Try to find the module name. If path is omitted or None, the list of
directory names given by sys.path is searched, but first a few special
places are searched: the function tries to find a built-in module with the
given name (C_BUILTIN), then a frozen module (PY_FROZEN),
and on some systems some other places are looked in as well (on Windows, it
looks in the registry which may point to a specific file).
Otherwise, path must be a list of directory names; each directory is
searched for files with any of the suffixes returned by get_suffixes()

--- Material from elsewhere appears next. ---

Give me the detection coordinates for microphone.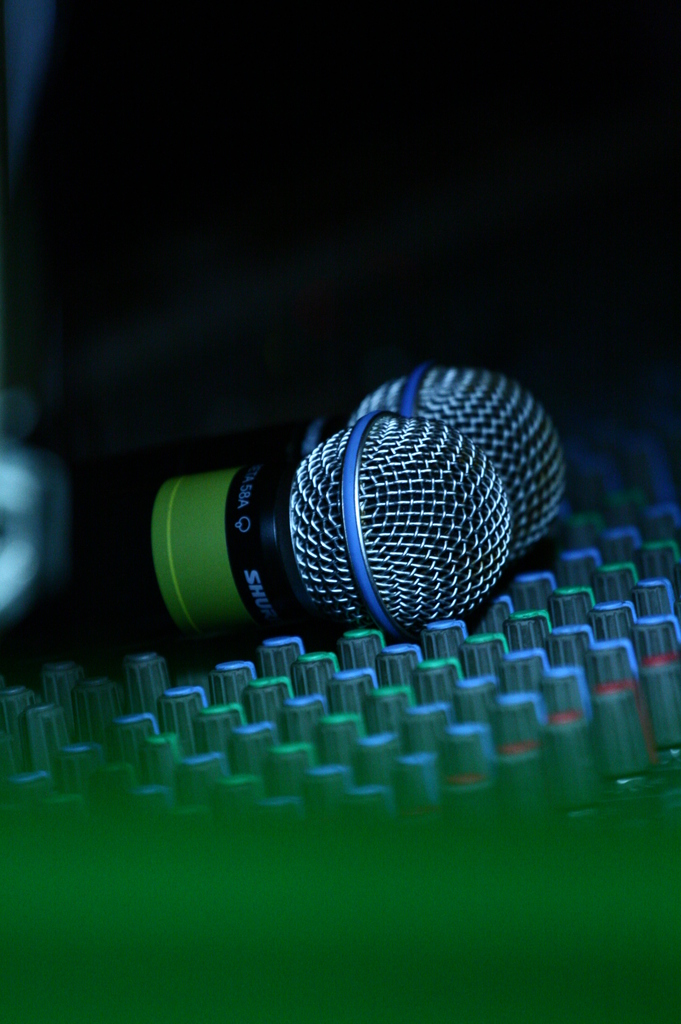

above. Invalid names in the list are silently ignored (but all list items
must be strings).
If search is successful, the return value is a 3-element tuple (file,
pathname, description):
file is an open file object positioned at the beginning, pathname is the
pathname of the file found, and description is a 3-element tuple as
contained in the list returned by get_suffixes() describing the kind of
module found.
If the module does not live in a file, the returned file is None,
pathname is the empty string, and the description tuple contains empty
strings for its suffix and mode; the module type is indicated as given in
parentheses above. If the search is unsuccessful, ImportError is
raised. Other exceptions indicate problems with the arguments or
environment.
If the module is a package, file is None, pathname is the package
path and the last item in the description tuple is PKG_DIRECTORY.
This function does not handle hierarchical module names (names containing
dots). In order to find P.M, that is, submodule M of package P, use
find_module() and load_module() to find and load package P, and
then use find_module() with the path argument set to P.__path__.
When P itself has a dotted name, apply this recipe recursively.